Heat Relief Network: Call 2-1-1 or visit maricopa.gov/1939 for cooling center locations and hours across the West Valley.

Sunburn and skin protection: the long game

Heat safety and sun safety are related but distinct. A bad sunburn impairs the skin's ability to cool itself for days, compounding heat illness risk. In the West Valley, UV index regularly hits 11+ (extreme) from May through August. At that level, unprotected skin burns in under 10 minutes.

  • Use broad-spectrum SPF 30+ on all exposed skin, applied 15 minutes before going outside and reapplied every 2 hours (or after swimming/sweating).
  • Wide-brimmed hats and UV-blocking sunglasses for everyone — especially kids.
  • Lightweight, long-sleeved UPF clothing is more reliable than sunscreen alone for extended outdoor time.
  • Infants under 6 months should be kept out of direct sunlight entirely.

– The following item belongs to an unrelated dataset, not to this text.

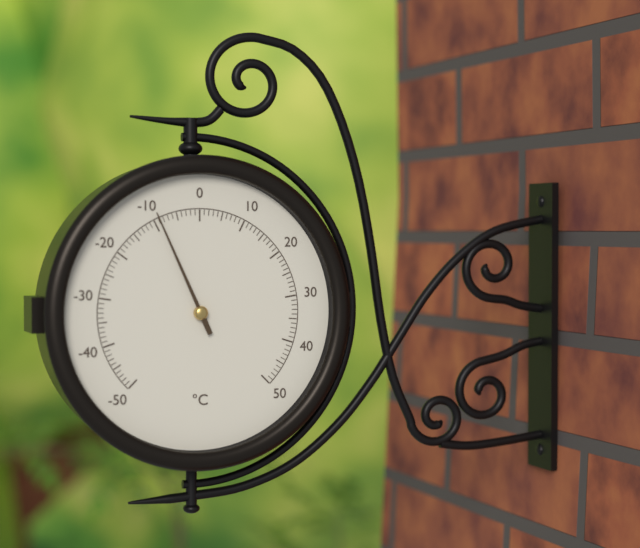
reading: -9 °C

Building your family's heat action plan

Do not wait for the first 110°F day to figure this out. Sit down with your family now and make a plan:

  1. Know your cooling centers. Identify the nearest air-conditioned public space — library, mall, community center — in case your AC fails.
  2. Stock your heat kit. Electrolyte packets, a spray bottle for misting, cooling towels, a battery-powered fan, and a thermometer for checking your car's interior temperature.
  3. Set activity rules. No outdoor sports between 11 AM and 5 PM when the forecast exceeds 105°F. Full stop.
  4. Check on vulnerable people. Make a list of elderly neighbors, relatives, and anyone without reliable AC. Check on them daily during heat waves.
  5. Know the ER route. Know which emergency department is closest and fastest from your home, your child's school, and your workplace.
Bottom line

West Valley heat is predictable, and heat-related illness is preventable. Hydrate before you are thirsty. Get to shade or AC at the first sign of heat exhaustion. Never leave anyone in a parked car. Check on your elderly neighbors. And remember: if someone is confused, unconscious, or stops sweating in extreme heat, call 911 — that is heat stroke, and it is a race against time.


References

  1. Falk B, Dotan R. Children's thermoregulation during exercise in the heat — a revisit. Appl Physiol Nutr Metab. 2008;33(2):420-427.
  2. McLaren C, Null J, Quinn J. Heat stress from enclosed vehicles: moderate ambient temperatures cause significant temperature rise in enclosed vehicles. Pediatrics. 2005;116(1):e109-e112.
  3. CDC. Heat and health tracker. Centers for Disease Control and Prevention. https://ephtracking.cdc.gov/Applications/heatTracker/. Accessed June 2026.
  4. Maricopa County Department of Public Health. Heat-associated deaths in Maricopa County. Annual surveillance report, 2024.
  5. Arizona Department of Health Services. Extreme heat preparedness. azdhs.gov. Accessed June 2026.
  6. American Academy of Pediatrics. Climatic heat stress and the exercising child and adolescent. Pediatrics. 2000;106(1):158-159.
  7. National Weather Service. Heat safety tips. weather.gov/safety/heat. Accessed June 2026.